I moved from Hampton Roads in 2005 after living there for 32 years. I moved to Charlotte, NC and guess what they started their light rail train in October 2006, and we have had the thrill of riding it since two weeks before Christmas. I never believed while living there that we(Hampton Roads) would always be last with the type of city we have, but it is obvious that Norfolk is still stuck in the 80's looking the same way Charlotte did in the 80's. GUess what, they took a chance, they built arenas (NBA Charlotte Bobcats), football stadium (Carolina Panthers) and now they are starting a downtown baseball field this spring (?? Tampa Bay Devil Rays or Florida Marlins). Norfolk will always provide the memories but Charlotte leads the way in innovation and forward thinking, unlike Fraim and R. Williams(they are just happy to have a job and they don't dare rock the normal 1980's thinking that would upset the Conolly Phillips of the world). Good luck with the experimental train, and come on down and ride a non experimental working train.

For the uninformed

ODU has NOT spent one thin dime on that project. They ONLY donated the land for the thing to run on, they did NOT pay for the construction of the rails, platforms, or anything else. It was ALL paid for by the firm who was trying to make the thing so they could sell one for use from Hampton Roads to Richmond. The engineering dept at ODU volunteered to work on it as a reasearch project when the company failed, which is perfectly within their rights to do so. Do your homework before posting this stuff people.

For more information

The MAGLEVs in China and Japan were extremely expensive to build ($1.2 Billion, $82 Billion respectively) it is designed with a "smart track" and "stupid train” meaning that all the brains that control the movement of the train are actually contained in each piece of track. The project at ODU is attempting to cut that cost dramatically by creating a Smart Train and a stupid track, the control processes would be contained on each train and the track would be normal track. That is the difference between the two projects. ODU's track is believed to cost approximately $14M a Mile unlike the 39.67M a mile that China wants to spend or the 125M a mile that Japan spent. So you can complain about the money being spent now but when the project works and it is affordable because of this money most will be singing a different tune. Just to also consider the cost an 8 lane highway cost about $50M per mile to construct.

In the Name of Progress

This announcement is a great, forward looking vision that will hopefully lead to a cost efficient form of mass transportation. We have made very limited progress concening this low cost form of maglev train technology. Let us continue on, engage in further exploration, as well as progress, and deliver a viable form of transportation that will benefit all those who week it out. Thanks for the money Mr. Federal Government.

Backwards as Usual

I suspect there will lots of complaining about the cost of such a project as the day goes on as more retirees/jobless/redneck/government distrusters wake up and read the Pilot. To head that off I say - if it was up to you people we would still be taking a horse and buggy to work.

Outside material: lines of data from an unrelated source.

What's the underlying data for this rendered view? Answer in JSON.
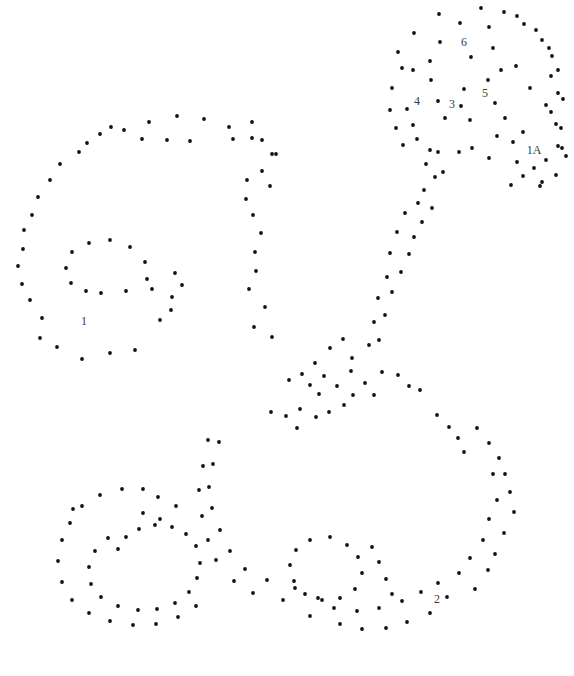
{
  "figure": {
    "title": "",
    "background_color": "#ffffff",
    "marker_color": "#111111",
    "label_color": "#3a3a3a",
    "marker_radius": 1.9,
    "width": 574,
    "height": 676
  },
  "chart_data": {
    "type": "scatter",
    "title": "",
    "xlabel": "",
    "ylabel": "",
    "xlim": [
      0,
      574
    ],
    "ylim": [
      676,
      0
    ],
    "grid": false,
    "legend": null,
    "axes_visible": false,
    "annotations": [
      {
        "text": "1",
        "x": 84,
        "y": 322
      },
      {
        "text": "1A",
        "x": 534,
        "y": 151
      },
      {
        "text": "2",
        "x": 437,
        "y": 600
      },
      {
        "text": "3",
        "x": 452,
        "y": 105
      },
      {
        "text": "4",
        "x": 417,
        "y": 102
      },
      {
        "text": "5",
        "x": 485,
        "y": 94
      },
      {
        "text": "6",
        "x": 464,
        "y": 43
      }
    ],
    "series": [
      {
        "name": "points",
        "marker": "filled-circle",
        "color": "#111111",
        "points": [
          [
            439,
            14
          ],
          [
            481,
            8
          ],
          [
            504,
            12
          ],
          [
            460,
            23
          ],
          [
            524,
            24
          ],
          [
            542,
            40
          ],
          [
            414,
            33
          ],
          [
            430,
            61
          ],
          [
            493,
            48
          ],
          [
            552,
            56
          ],
          [
            501,
            70
          ],
          [
            413,
            70
          ],
          [
            551,
            76
          ],
          [
            440,
            42
          ],
          [
            471,
            57
          ],
          [
            516,
            66
          ],
          [
            558,
            93
          ],
          [
            530,
            88
          ],
          [
            546,
            105
          ],
          [
            402,
            68
          ],
          [
            431,
            80
          ],
          [
            464,
            89
          ],
          [
            488,
            80
          ],
          [
            495,
            103
          ],
          [
            438,
            101
          ],
          [
            461,
            106
          ],
          [
            392,
            88
          ],
          [
            407,
            109
          ],
          [
            413,
            125
          ],
          [
            445,
            118
          ],
          [
            470,
            120
          ],
          [
            505,
            118
          ],
          [
            523,
            132
          ],
          [
            551,
            112
          ],
          [
            561,
            128
          ],
          [
            417,
            139
          ],
          [
            430,
            150
          ],
          [
            497,
            136
          ],
          [
            513,
            142
          ],
          [
            562,
            148
          ],
          [
            438,
            152
          ],
          [
            459,
            152
          ],
          [
            472,
            148
          ],
          [
            489,
            158
          ],
          [
            517,
            162
          ],
          [
            546,
            160
          ],
          [
            542,
            182
          ],
          [
            426,
            164
          ],
          [
            435,
            177
          ],
          [
            443,
            172
          ],
          [
            424,
            190
          ],
          [
            418,
            203
          ],
          [
            432,
            208
          ],
          [
            422,
            222
          ],
          [
            405,
            213
          ],
          [
            414,
            237
          ],
          [
            397,
            232
          ],
          [
            409,
            254
          ],
          [
            390,
            253
          ],
          [
            401,
            272
          ],
          [
            387,
            277
          ],
          [
            392,
            292
          ],
          [
            378,
            298
          ],
          [
            385,
            315
          ],
          [
            374,
            322
          ],
          [
            379,
            340
          ],
          [
            369,
            345
          ],
          [
            149,
            122
          ],
          [
            177,
            116
          ],
          [
            204,
            119
          ],
          [
            229,
            127
          ],
          [
            124,
            130
          ],
          [
            111,
            127
          ],
          [
            100,
            134
          ],
          [
            252,
            138
          ],
          [
            272,
            154
          ],
          [
            87,
            143
          ],
          [
            79,
            152
          ],
          [
            167,
            140
          ],
          [
            142,
            139
          ],
          [
            190,
            141
          ],
          [
            60,
            164
          ],
          [
            252,
            122
          ],
          [
            233,
            139
          ],
          [
            50,
            180
          ],
          [
            38,
            197
          ],
          [
            262,
            171
          ],
          [
            270,
            186
          ],
          [
            247,
            180
          ],
          [
            32,
            215
          ],
          [
            24,
            230
          ],
          [
            23,
            249
          ],
          [
            246,
            199
          ],
          [
            253,
            215
          ],
          [
            18,
            266
          ],
          [
            22,
            284
          ],
          [
            261,
            233
          ],
          [
            255,
            252
          ],
          [
            30,
            300
          ],
          [
            42,
            318
          ],
          [
            40,
            338
          ],
          [
            256,
            271
          ],
          [
            249,
            289
          ],
          [
            57,
            347
          ],
          [
            82,
            359
          ],
          [
            265,
            307
          ],
          [
            110,
            353
          ],
          [
            135,
            350
          ],
          [
            254,
            327
          ],
          [
            272,
            337
          ],
          [
            160,
            320
          ],
          [
            172,
            297
          ],
          [
            152,
            289
          ],
          [
            126,
            291
          ],
          [
            101,
            293
          ],
          [
            86,
            291
          ],
          [
            71,
            283
          ],
          [
            66,
            268
          ],
          [
            72,
            252
          ],
          [
            89,
            243
          ],
          [
            110,
            240
          ],
          [
            130,
            247
          ],
          [
            145,
            262
          ],
          [
            147,
            279
          ],
          [
            175,
            273
          ],
          [
            182,
            285
          ],
          [
            171,
            310
          ],
          [
            315,
            363
          ],
          [
            330,
            348
          ],
          [
            343,
            339
          ],
          [
            324,
            376
          ],
          [
            310,
            385
          ],
          [
            302,
            374
          ],
          [
            289,
            380
          ],
          [
            319,
            394
          ],
          [
            337,
            386
          ],
          [
            351,
            371
          ],
          [
            352,
            358
          ],
          [
            344,
            405
          ],
          [
            329,
            412
          ],
          [
            316,
            417
          ],
          [
            300,
            409
          ],
          [
            297,
            428
          ],
          [
            286,
            416
          ],
          [
            271,
            412
          ],
          [
            353,
            395
          ],
          [
            365,
            383
          ],
          [
            374,
            395
          ],
          [
            382,
            372
          ],
          [
            398,
            375
          ],
          [
            409,
            386
          ],
          [
            420,
            390
          ],
          [
            437,
            415
          ],
          [
            449,
            427
          ],
          [
            458,
            438
          ],
          [
            464,
            452
          ],
          [
            477,
            428
          ],
          [
            489,
            443
          ],
          [
            499,
            458
          ],
          [
            493,
            474
          ],
          [
            505,
            474
          ],
          [
            510,
            492
          ],
          [
            497,
            500
          ],
          [
            514,
            512
          ],
          [
            489,
            519
          ],
          [
            504,
            533
          ],
          [
            483,
            540
          ],
          [
            495,
            554
          ],
          [
            470,
            558
          ],
          [
            488,
            570
          ],
          [
            459,
            573
          ],
          [
            475,
            589
          ],
          [
            438,
            583
          ],
          [
            447,
            597
          ],
          [
            421,
            592
          ],
          [
            430,
            613
          ],
          [
            402,
            601
          ],
          [
            407,
            622
          ],
          [
            379,
            608
          ],
          [
            386,
            628
          ],
          [
            357,
            611
          ],
          [
            362,
            629
          ],
          [
            334,
            608
          ],
          [
            340,
            624
          ],
          [
            318,
            598
          ],
          [
            310,
            616
          ],
          [
            295,
            588
          ],
          [
            283,
            600
          ],
          [
            267,
            580
          ],
          [
            253,
            593
          ],
          [
            245,
            569
          ],
          [
            234,
            581
          ],
          [
            230,
            551
          ],
          [
            216,
            560
          ],
          [
            220,
            530
          ],
          [
            208,
            540
          ],
          [
            212,
            508
          ],
          [
            202,
            516
          ],
          [
            209,
            487
          ],
          [
            199,
            490
          ],
          [
            213,
            464
          ],
          [
            203,
            466
          ],
          [
            219,
            442
          ],
          [
            208,
            440
          ],
          [
            108,
            538
          ],
          [
            95,
            551
          ],
          [
            89,
            567
          ],
          [
            91,
            584
          ],
          [
            101,
            597
          ],
          [
            118,
            606
          ],
          [
            138,
            610
          ],
          [
            157,
            609
          ],
          [
            175,
            603
          ],
          [
            189,
            592
          ],
          [
            197,
            578
          ],
          [
            200,
            563
          ],
          [
            196,
            546
          ],
          [
            186,
            534
          ],
          [
            172,
            527
          ],
          [
            155,
            525
          ],
          [
            139,
            529
          ],
          [
            126,
            537
          ],
          [
            118,
            549
          ],
          [
            70,
            523
          ],
          [
            62,
            540
          ],
          [
            58,
            561
          ],
          [
            62,
            582
          ],
          [
            72,
            600
          ],
          [
            89,
            613
          ],
          [
            110,
            621
          ],
          [
            133,
            625
          ],
          [
            156,
            624
          ],
          [
            178,
            617
          ],
          [
            196,
            606
          ],
          [
            82,
            506
          ],
          [
            100,
            495
          ],
          [
            122,
            489
          ],
          [
            143,
            489
          ],
          [
            73,
            509
          ],
          [
            158,
            497
          ],
          [
            176,
            506
          ],
          [
            160,
            519
          ],
          [
            143,
            513
          ],
          [
            330,
            537
          ],
          [
            347,
            545
          ],
          [
            358,
            557
          ],
          [
            362,
            573
          ],
          [
            355,
            589
          ],
          [
            340,
            598
          ],
          [
            322,
            600
          ],
          [
            305,
            594
          ],
          [
            294,
            581
          ],
          [
            290,
            565
          ],
          [
            296,
            550
          ],
          [
            310,
            540
          ],
          [
            372,
            547
          ],
          [
            379,
            562
          ],
          [
            386,
            579
          ],
          [
            392,
            594
          ],
          [
            558,
            146
          ],
          [
            566,
            156
          ],
          [
            540,
            186
          ],
          [
            556,
            175
          ],
          [
            534,
            168
          ],
          [
            523,
            176
          ],
          [
            511,
            185
          ],
          [
            489,
            27
          ],
          [
            517,
            16
          ],
          [
            536,
            30
          ],
          [
            549,
            48
          ],
          [
            558,
            70
          ],
          [
            563,
            99
          ],
          [
            556,
            124
          ],
          [
            398,
            52
          ],
          [
            390,
            110
          ],
          [
            396,
            128
          ],
          [
            403,
            145
          ],
          [
            276,
            154
          ],
          [
            262,
            140
          ]
        ]
      }
    ]
  }
}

Poco, I believe you comment here solely to agitate. Troll, I say. Btw, your cat comment was insipid.

What a Waste!

ODU wasted millions of tax dollars of the first failure, now the feds are passign them another $6 million of my tax dollars? What is the idiots name that proposed that earmark in the budget? He needs to be voted out.

Correction!

Currently:
"ODU and MagneMotion Inc. will jump-start their efforts with a three-year, $6.3 million grant from the federal Urban Maglev Program."

Should be:
"ODU and MagneMotion Inc. will jump-start their efforts with a three-year, $6.3 million grant from the Stupid, Complacent Taxpayers of the United States Program".

Wake up Amuhrica!

???

Aren't their other countries (like Japan) who have working maglev trains already? Why are we funding research when the research is already well on its way? Sounds like an expensive pet project so the boys can say "We have one too!". What a waste.